Embattled ODM Secretary General Edwin Sifuna addresses a rally in Kitengela on February 15, 2026. [Peterson Githaiga, Standard]
Since independence, each Kenyan generation has waged its own contest with power. The republic’s founders confronted white colonial rule and, in time, dismantled it. Land that had been alienated from indigenous communities and transferred to settlers on generous terms was reclaimed and redistributed. The post-colonial settlement, however, bore its own contradictions. Constitutional amendments, not least those that entrenched a de jure one-party state, constrained political pluralism even as the trappings of sovereignty were consolidated.
Yet reform proved resilient. The restoration of multiparty politics and the holding of genuinely competitive elections marked a decisive turn. The promulgation of a new Constitution re-balanced the state in favour of citizens, entrenching checks and balances and safeguards that had been long absent. Today’s democratic space tolerates and even protects dissent. The Constitution enshrines fundamental rights and liberties as inalienable, providing citizens with both shield and sword. From this framework has emerged a new arena of struggle: An increasingly assertive public willing to challenge the State in ways that would have been unthinkable a decade ago.
Civil protests, sanctioned by law, are now routine features of political life. So too is recourse to the courts. Litigation has become a formidable instrument of accountability, frequently halting or reshaping State initiatives that sidestep public participation or disregard established legal procedures. In contemporary Kenya, the contest for power is no longer waged solely at the ballot box, but also in the streets and in the courtroom.
Edwin Sifuna, the Nairobi Senator and secretary-general of the Orange Democratic Party (ODM), has emerged as the most conspicuous standard-bearer of a renewed wave of protest. Having survived an attempt to unseat him from his party post, an effort thwarted through recourse to the courts, he has since marshalled sizeable crowds in Kitengela, Kajiado. There, he castigated what he portrays as an unprincipled dalliance between elements of ODM and the ruling Kenya Kwanza administration of President William Ruto.
Sifuna stakes out a claim to the moral high ground, arguing that alignment with the governing coalition would betray ODM’s founding ethos. Yet ODM’s posture towards the government is, in practice, more ambiguous. Under the rubric of a 'broad-based government,' the party has entered into a working arrangement with Kenya Kwanza. Several Cabinet secretaries now advancing the administration’s agenda hail from ODM’s ranks.
The dispute has thus assumed the air of an intramural reckoning. What might once have been dismissed as routine factionalism is increasingly cast as a generational contest; insurgent young Turks challenging an entrenched Old Guard over ODM’s identity and over the proper distance between principled opposition and pragmatic power-sharing.
Sifuna risks drifting into political obscurity for three reasons. First, Kenya’s youthful exuberance is no guarantor of ballots cast. The country’s excitable young have proved far more adept at protest than at registering to vote, a mismatch that blunts insurgent campaigns.
Second, the national mood is defined by economic anxiety. Unless Sifuna can advance an agenda more compelling than that of William Ruto, who now promises to put money in citizen’s pockets, his appeal will falter. Third, high-stakes politics in Kenya demands tens of billions of shillings. Without deep-pocketed patrons, his campaign may exhaust both funds and momentum before the next poll.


Task brief - Exact repetition, pictures omitted: give every record below again.

Dataset entries
● ● ● ●

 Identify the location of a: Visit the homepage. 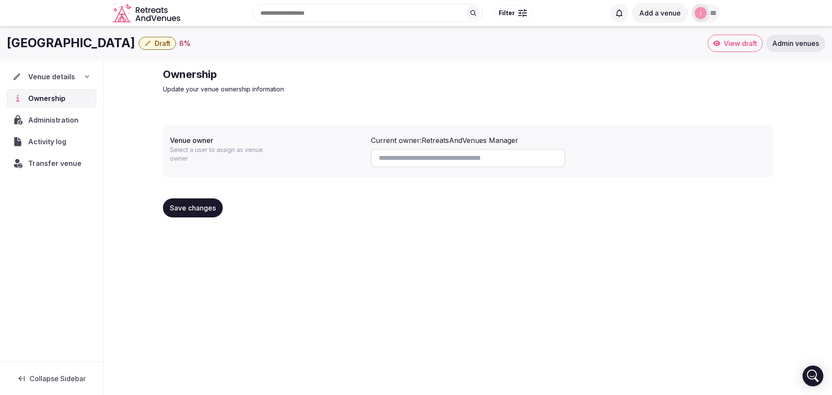
(147, 13).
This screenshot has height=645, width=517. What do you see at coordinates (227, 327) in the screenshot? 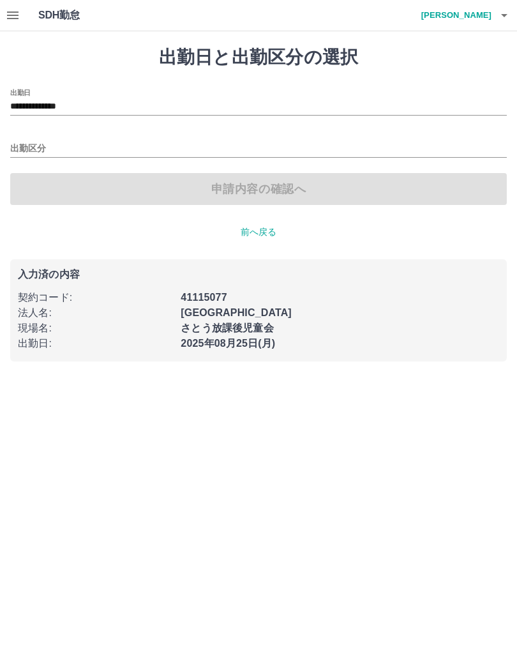
I see `b: さとう放課後児童会` at bounding box center [227, 327].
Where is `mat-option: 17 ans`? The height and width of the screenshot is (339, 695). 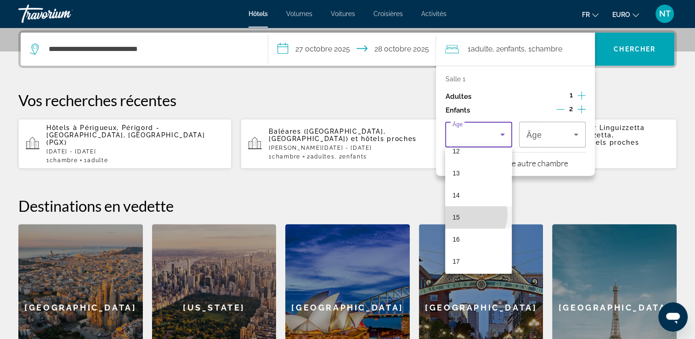
mat-option: 17 ans is located at coordinates (478, 261).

● ● ● ●

Response to the task -
 Identify the location of a: Visit the homepage. 
(147, 13).
This screenshot has height=645, width=517. What do you see at coordinates (227, 327) in the screenshot? 
I see `b: さとう放課後児童会` at bounding box center [227, 327].
Where is `mat-option: 17 ans`? The height and width of the screenshot is (339, 695). 
mat-option: 17 ans is located at coordinates (478, 261).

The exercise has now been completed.